Those of you who are fortunate enough to have submersed yourself in the pitfalls of myspace addiction have probably filled out one of those time-wasting surveys about yourself that really nobody cares to read unless they are Internet stalking you. As for me, I started to grow tired of the single word responses, and the lame 'I don't know' answer fill-ins, so I began to create the most offensive "out of the box" answers to these stupid random-for-the-sake-of-being-random questions that I could muster on a half of a cup of coffee.
Anyway. One of the questions I answered today was: When you were a child, what were you afraid of?
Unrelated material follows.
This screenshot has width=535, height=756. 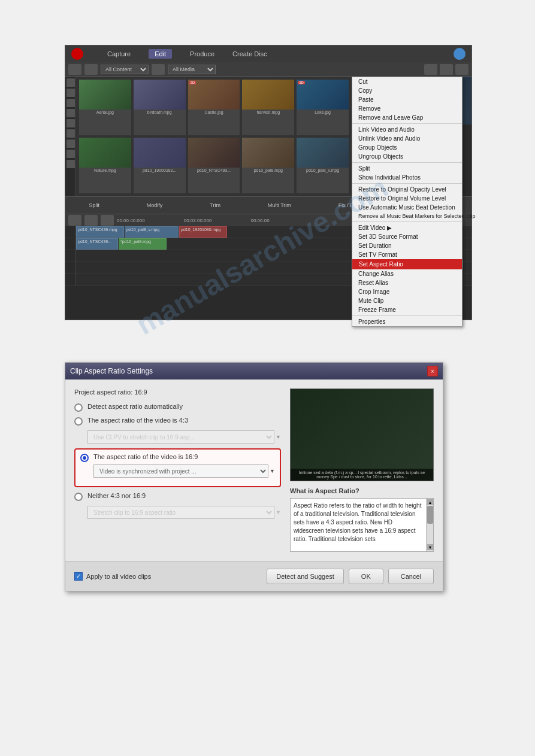 I want to click on thumb-label-aerial: Aerial.jpg, so click(x=105, y=113).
I thought about it with a mild amount of effort, and answered: That guy that stole that kid from Sears. Now, perhaps you don't remember this, because neither do I, however my mother told me over and over again about this child that was kidnapped from Sears and that I would be too if I didn't stay by her side at all times whilst shopping. She then threw me some red hard-backed books illustrated with guys in trenchcoats hiding behind trees offering kids candy and told me to read them.
She came up behind me while I was reading one day, and over my shoulder she pointed to the illustration of the trenchcoat man.
"See?!" She said, tapping her finger quickly on the cartoon, "That's the kind of guy you have to stay away from." She looked at me with eyebrows raised.
I stared back in childish fright.
She crossed her arms and nodded toward the book, and in a deeper tone she told me,
"That's the bad man from Sears."
So that was the story behind the answer to that myspace question. I had been feeling pretty good about that answer up until about 20 minutes ago. I was on my way home and was tuned into XM radio, when I heard it. Hairs raised up on my arms and a chill ran down my back. It's widely known that the olfactory senses produce the most vivid memories, however, trauma trumps smell any day.
I knew at that point I had to change my answer. There was something more frightening than the man from Sears. For, the department store kidnapper was a legend -- nothing more than a story, the details of which I'd created for myself. There was something that scared me to a speechless degree; something that was real.
Tom. Petty.
And right now, on XM radio was the soundtrack to my personal horror movie: Don't Come Around Here No More, which in my opinon has the most mentally disturbing imagery contained in its corresponding music video (hip-hop excluded) than any other song ever written.
The bells. The hat. The girl being eaten as cake.
The teeth! Oh my God, Tom Petty's teeth! Is there anything more wretched and horrifying??
There is nothing more foul and fear-instilling than the Don't Come Around Here Videowhen you are 10 years old. Like, oh my God, this guy with all these weird huge teeth is chasing me around with this crazy outfit on, and when he finally catches me, he's going to tie me down to a table and then I turn into cake, and then he eats me?! With those teeth?? Holyfuckingshit!!
I heard that in later years, that video was actually pulled from music television because the look in his eyes when he was chasing Alice was "too menacing".
Too menacing? That shit was enough to make me think I could turn into fucking cake. I froze every time anyone behind me yelled, 'Hey!", and I just couldn't walk down a checkered hallway for years.
Seriously, if Tom Petty was not in a band, smoking weed to sedate his testes, then he surely would be driving around in a 1979 Suburban with curtains on the windows offering candy to children and hiding behind trees in the park. In a trenchcoat.